It’s time to get serious about cabin crew fatigue

23 Jan 2026

Fatigue among cabin crew is no longer a hidden issue. It is a widespread, systemic problem that is undermining safety, damaging health, and eroding the sustainability of aviation jobs. A new global survey of 114 cabin crew union representatives from 45 airlines, conducted by the International Transport Workers’ Federation (ITF), makes it clear: fatigue is a daily reality for cabin crew, and airlines are not taking it seriously enough. 

A safety issue that airlines are failing to address 

Only one in five union representatives believe their airline treats fatigue as a serious concern. Nearly half rate their airline’s approach as poor or very poor. This points to a profound gap between the rhetoric of “safety culture” and the lived experience of cabin crew on the aircraft floor. 

Fatigue is not just about feeling tired. In safety-critical roles like cabin crew, it directly affects alertness, decision-making, reaction times, and the ability to respond effectively in emergencies. When fatigue is normalised, safety margins shrink – for workers and passengers alike. 

 

Long shifts, too few breaks 

The survey reveals that extreme working patterns are routine. Ninety percent of respondents report that cabin crew regularly work duties of 10 hours or more. Yet more than half say that during these long shifts, crew only occasionally receive reasonable rest breaks, in which they have sufficient uninterrupted time to eat and recover. 

Conditions are even worse at low-cost carriers, where three-quarters of representatives report that reasonable breaks are not provided frequently or at all. Cabin crew are among the few safety-critical professionals expected to remain vigilant, mobile, and passenger-facing for entire long-haul duties with little or no guaranteed recovery time. 

Scientific research consistently shows that extended duties without adequate breaks lead to sharp declines in performance, increased error rates, and long-term health risks. For cabin crew, this is compounded by constant physical movement, emotional labour, and responsibility for passenger safety. 

Fatigue doesn’t start at take-off 

Fatigue is not only created in the air. Unpredictable scheduling practices add another layer of exhaustion before a duty even begins. One in three representatives say planned flights are frequently or always changed, while many report start times shifting by more than an hour at short notice. On top of this, 69% say cabin crew are expected to attend training or meetings on days off. 

These disruptions make proper rest and recovery almost impossible. Even where collective bargaining agreements exist, their protections are often applied unevenly or ignored altogether, leaving cabin crew to absorb the consequences. 

Unequal rules, unequal safety 

The survey also exposes stark inconsistencies within the same airlines. Where multiple union representatives responded from one airline, their answers often differed dramatically, showing that fatigue policies are not applied evenly. This means that safety and wellbeing can depend on which base, fleet, or country a crew member works from. This is an unacceptable situation in a global industry. 

The use of fragmented regulatory regimes and multi-country aircraft registration further weakens oversight and encourages a race to the bottom on working conditions, particularly in the low-cost sector. 

Why collective action and policy change matter 

Fatigue is not an individual failing. It is the predictable outcome of how work is organised. Airlines’ reliance on fatigue risk management systems means little if those systems are used to stretch human limits rather than protect them. A true safety culture requires trust, meaningful reporting mechanisms, and enforceable standards, not just paperwork. 

This is why stronger fatigue protections must be secured through collective bargaining and backed by robust national and international regulation. Cabin crew need: 

  • Enforceable limits on duty length 
  • Guaranteed, adequate rest breaks during duty
  • Predictable schedules and protected days off
  • Fatigue reporting systems free from fear of reprisal 

Without these protections, fatigue will continue to be hidden, underreported, and dangerously normalised. 

A call to take fatigue seriously 

The message from cabin crew around the world is clear: fatigue is widespread, harmful, and preventable. Addressing it is not optional – it is essential for safety, health, and the future of the aviation workforce. 

Airlines, regulators, and governments must act. Through strong unions, collective bargaining, and effective public policy, cabin crew can win the protections they need to work safely and sustainably. It’s time to get serious about fatigue: flight safety depends on it.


→ WORK TASK: In the records below, tally every line containing "then". Report only the total.
*** DATASET RECORDS Section Begins ***
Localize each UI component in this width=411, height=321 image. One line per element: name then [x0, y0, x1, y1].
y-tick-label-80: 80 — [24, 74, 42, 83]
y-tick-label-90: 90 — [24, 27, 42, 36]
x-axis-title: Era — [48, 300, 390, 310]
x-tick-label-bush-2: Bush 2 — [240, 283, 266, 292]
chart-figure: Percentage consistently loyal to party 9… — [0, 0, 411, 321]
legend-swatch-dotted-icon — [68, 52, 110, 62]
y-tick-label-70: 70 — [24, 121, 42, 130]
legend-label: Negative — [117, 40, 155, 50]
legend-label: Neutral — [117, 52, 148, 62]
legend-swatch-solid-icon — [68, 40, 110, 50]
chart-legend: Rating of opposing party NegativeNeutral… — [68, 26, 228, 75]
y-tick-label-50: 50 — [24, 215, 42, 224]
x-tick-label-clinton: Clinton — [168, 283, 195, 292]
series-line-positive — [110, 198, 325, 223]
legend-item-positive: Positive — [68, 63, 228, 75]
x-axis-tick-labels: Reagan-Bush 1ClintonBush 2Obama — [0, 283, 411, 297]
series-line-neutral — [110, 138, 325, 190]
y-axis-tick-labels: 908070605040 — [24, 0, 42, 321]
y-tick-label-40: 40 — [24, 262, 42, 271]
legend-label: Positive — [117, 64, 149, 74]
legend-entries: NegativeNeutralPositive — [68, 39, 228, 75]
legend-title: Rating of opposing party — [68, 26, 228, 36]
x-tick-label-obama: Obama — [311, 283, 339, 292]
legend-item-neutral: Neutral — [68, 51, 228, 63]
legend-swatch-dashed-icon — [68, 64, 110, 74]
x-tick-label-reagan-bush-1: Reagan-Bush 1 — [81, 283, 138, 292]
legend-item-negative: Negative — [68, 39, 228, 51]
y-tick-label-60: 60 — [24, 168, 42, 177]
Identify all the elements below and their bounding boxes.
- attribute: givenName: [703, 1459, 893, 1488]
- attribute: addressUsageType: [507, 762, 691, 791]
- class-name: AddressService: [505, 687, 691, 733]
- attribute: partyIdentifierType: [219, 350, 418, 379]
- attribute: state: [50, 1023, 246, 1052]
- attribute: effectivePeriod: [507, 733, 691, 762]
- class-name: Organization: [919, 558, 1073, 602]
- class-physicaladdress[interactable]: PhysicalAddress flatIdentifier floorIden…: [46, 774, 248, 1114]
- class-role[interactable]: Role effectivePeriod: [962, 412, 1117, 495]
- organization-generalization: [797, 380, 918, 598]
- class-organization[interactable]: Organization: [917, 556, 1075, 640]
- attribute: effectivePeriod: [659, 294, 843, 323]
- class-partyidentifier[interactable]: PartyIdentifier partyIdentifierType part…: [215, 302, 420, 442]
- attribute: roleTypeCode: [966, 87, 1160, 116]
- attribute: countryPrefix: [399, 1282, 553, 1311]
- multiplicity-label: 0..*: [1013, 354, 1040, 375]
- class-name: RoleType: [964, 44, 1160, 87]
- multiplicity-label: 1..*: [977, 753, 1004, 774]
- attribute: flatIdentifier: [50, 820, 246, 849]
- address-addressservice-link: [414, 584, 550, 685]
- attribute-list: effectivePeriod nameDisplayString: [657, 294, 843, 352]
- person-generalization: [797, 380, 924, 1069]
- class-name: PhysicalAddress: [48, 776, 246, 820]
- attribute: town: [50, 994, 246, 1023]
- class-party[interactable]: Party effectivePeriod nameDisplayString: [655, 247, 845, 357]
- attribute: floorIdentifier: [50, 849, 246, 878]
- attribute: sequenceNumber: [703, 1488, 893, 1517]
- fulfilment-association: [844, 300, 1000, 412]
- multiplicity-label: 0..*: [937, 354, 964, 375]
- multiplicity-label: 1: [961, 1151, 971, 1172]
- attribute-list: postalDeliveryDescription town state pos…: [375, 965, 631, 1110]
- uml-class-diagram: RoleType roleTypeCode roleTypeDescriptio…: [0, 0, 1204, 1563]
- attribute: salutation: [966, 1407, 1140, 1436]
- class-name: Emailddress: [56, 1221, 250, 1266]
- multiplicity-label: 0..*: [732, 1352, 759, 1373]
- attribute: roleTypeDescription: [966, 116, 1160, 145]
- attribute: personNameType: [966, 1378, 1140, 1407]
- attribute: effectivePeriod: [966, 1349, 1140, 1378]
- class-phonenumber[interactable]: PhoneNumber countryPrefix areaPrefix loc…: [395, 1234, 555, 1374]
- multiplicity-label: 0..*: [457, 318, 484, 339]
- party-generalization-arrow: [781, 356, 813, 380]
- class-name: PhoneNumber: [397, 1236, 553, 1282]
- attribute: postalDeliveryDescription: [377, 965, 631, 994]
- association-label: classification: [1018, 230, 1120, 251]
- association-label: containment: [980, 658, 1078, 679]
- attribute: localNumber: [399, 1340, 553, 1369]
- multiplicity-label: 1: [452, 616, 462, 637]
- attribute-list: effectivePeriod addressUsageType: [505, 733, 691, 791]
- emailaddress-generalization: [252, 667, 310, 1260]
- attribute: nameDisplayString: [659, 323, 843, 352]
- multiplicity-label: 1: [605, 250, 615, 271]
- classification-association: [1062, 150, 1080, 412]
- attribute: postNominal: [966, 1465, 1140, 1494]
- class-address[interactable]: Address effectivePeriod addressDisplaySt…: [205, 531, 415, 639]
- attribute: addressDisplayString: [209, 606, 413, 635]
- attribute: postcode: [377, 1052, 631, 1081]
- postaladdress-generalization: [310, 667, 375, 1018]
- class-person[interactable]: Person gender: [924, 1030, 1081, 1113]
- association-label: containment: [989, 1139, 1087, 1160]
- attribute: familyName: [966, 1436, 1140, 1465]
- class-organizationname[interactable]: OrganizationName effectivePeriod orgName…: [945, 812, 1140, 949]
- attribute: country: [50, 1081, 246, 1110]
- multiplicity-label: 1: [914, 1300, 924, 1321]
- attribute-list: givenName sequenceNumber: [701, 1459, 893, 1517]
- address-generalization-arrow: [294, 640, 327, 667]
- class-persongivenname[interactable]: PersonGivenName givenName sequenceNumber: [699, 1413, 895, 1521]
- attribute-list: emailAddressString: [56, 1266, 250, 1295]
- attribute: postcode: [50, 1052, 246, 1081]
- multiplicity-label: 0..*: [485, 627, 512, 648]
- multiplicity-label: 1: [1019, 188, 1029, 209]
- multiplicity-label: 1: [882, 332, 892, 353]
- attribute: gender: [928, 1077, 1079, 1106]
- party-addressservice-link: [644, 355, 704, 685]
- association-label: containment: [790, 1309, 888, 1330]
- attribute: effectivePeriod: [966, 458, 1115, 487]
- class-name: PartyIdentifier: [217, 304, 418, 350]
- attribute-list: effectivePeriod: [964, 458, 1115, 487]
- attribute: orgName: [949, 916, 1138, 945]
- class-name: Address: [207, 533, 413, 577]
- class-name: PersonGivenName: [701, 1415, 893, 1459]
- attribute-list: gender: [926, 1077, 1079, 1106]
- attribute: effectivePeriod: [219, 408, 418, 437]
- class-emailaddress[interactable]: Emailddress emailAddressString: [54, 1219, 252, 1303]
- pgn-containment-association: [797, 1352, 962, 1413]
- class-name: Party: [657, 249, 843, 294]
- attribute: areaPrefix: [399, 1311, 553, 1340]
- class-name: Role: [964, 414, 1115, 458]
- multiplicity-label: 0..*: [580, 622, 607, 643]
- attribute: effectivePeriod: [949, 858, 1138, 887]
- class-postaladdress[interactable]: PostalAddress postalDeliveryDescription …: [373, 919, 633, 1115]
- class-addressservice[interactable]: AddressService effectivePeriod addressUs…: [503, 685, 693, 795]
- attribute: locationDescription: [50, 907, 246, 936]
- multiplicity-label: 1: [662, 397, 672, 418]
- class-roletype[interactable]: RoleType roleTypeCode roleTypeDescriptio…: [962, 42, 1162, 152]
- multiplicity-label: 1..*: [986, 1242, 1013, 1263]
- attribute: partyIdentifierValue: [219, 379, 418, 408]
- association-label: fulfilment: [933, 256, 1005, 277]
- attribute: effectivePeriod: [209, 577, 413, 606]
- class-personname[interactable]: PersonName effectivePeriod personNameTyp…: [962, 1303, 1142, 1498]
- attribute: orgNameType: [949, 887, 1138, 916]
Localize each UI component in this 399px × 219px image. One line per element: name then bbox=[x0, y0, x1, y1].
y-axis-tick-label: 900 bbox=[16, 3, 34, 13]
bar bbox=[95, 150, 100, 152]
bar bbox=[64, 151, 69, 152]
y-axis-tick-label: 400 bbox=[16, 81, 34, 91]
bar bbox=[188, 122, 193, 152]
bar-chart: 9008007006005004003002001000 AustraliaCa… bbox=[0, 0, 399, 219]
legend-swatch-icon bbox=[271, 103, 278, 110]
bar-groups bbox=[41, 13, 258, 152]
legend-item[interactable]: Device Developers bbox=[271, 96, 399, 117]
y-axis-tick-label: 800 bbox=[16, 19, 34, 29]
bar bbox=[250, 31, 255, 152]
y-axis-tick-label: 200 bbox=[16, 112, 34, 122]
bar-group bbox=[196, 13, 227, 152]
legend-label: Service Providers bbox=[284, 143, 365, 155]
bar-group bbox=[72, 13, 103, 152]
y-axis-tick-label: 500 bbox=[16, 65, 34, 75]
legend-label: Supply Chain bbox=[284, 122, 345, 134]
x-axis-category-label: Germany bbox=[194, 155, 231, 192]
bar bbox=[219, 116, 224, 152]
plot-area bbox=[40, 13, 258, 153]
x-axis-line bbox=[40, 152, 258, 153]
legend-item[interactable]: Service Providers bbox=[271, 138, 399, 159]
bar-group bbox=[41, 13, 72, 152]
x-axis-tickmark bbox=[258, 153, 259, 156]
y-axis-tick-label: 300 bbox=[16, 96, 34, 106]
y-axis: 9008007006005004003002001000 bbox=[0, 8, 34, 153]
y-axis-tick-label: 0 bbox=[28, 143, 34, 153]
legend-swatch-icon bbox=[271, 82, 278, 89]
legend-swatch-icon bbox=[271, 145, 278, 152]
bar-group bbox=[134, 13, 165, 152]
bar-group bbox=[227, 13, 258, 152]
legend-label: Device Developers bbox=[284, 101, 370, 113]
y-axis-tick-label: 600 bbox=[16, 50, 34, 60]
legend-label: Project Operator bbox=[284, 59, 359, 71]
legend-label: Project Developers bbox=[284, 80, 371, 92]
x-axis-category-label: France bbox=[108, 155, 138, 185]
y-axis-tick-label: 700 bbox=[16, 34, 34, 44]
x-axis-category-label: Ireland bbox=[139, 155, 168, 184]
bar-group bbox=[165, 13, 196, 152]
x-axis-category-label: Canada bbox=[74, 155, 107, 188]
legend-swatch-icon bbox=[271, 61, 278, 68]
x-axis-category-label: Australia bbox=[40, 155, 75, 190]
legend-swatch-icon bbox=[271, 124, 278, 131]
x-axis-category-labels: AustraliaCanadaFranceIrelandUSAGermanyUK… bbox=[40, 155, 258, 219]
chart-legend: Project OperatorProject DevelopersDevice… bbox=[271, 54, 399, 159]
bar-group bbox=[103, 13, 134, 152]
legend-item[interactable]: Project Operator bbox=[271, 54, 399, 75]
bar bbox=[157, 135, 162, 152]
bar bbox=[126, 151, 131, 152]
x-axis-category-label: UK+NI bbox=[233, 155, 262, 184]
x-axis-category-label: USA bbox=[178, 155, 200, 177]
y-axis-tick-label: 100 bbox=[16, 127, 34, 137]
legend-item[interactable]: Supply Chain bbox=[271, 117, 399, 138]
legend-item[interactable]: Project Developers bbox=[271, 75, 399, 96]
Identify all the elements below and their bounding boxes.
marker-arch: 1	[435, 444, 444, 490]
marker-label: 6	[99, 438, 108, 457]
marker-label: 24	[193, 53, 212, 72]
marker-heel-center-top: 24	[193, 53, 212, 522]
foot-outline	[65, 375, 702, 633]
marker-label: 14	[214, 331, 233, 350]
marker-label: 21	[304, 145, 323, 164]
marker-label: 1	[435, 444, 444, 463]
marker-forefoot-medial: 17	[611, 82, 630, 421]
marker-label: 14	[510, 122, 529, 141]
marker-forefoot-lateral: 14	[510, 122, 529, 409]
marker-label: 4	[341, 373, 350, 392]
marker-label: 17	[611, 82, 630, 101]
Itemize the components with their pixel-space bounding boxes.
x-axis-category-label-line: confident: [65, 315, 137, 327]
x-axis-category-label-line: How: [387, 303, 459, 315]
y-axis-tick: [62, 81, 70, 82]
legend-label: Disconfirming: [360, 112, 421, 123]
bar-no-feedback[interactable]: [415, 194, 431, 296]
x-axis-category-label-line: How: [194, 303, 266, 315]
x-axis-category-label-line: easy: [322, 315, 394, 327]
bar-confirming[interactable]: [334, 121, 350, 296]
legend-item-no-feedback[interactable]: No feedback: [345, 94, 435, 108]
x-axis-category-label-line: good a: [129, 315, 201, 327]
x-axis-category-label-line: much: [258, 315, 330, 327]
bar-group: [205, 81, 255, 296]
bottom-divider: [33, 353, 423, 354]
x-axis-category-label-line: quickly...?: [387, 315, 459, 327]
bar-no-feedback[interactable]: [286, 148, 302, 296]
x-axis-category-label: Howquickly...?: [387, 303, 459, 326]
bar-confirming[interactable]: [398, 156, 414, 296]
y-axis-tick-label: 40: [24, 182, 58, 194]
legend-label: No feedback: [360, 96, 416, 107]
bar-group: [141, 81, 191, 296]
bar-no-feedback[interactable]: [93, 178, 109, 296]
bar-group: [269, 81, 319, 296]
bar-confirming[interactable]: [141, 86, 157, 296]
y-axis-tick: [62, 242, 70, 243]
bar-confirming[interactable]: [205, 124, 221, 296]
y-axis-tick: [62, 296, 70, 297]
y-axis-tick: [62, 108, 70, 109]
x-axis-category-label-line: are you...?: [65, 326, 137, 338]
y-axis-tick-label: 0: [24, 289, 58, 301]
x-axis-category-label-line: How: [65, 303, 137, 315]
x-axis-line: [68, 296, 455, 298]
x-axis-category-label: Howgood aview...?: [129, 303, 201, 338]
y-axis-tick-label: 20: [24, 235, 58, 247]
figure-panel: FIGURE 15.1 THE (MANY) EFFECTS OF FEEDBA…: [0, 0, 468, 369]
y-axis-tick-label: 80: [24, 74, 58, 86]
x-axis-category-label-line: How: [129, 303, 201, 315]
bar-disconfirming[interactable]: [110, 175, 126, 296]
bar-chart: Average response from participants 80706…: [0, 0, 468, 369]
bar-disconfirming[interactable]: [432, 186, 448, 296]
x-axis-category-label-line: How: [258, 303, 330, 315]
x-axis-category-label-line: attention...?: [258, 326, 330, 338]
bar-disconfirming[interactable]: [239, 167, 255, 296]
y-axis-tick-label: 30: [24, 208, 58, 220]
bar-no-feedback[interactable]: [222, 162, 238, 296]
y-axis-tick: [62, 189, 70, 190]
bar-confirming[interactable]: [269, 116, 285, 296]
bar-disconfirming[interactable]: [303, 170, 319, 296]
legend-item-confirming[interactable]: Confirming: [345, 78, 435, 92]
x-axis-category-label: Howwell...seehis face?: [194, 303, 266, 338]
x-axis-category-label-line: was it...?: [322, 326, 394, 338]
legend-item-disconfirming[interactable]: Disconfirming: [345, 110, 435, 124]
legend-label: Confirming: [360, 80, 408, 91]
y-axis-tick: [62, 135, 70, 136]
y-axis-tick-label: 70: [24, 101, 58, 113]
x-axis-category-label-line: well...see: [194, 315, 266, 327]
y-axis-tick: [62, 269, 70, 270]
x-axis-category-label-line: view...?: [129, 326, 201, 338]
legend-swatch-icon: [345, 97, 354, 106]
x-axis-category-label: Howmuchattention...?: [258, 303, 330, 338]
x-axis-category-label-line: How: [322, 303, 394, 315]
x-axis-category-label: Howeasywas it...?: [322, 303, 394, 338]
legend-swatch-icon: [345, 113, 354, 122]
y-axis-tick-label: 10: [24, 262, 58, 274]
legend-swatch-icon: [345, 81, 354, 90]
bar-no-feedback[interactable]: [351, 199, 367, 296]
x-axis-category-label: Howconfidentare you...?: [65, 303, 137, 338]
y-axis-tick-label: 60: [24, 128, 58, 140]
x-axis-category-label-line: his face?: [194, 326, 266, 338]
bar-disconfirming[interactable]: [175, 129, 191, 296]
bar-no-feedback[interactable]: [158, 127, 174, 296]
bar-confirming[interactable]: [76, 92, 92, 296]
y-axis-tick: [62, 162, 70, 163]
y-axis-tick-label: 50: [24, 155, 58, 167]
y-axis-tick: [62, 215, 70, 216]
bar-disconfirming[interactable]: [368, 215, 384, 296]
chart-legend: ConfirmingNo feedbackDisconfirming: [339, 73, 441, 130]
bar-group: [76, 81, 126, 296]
*** DATASET RECORDS Section Ends ***
→ EXERCISE OUTPUT: 2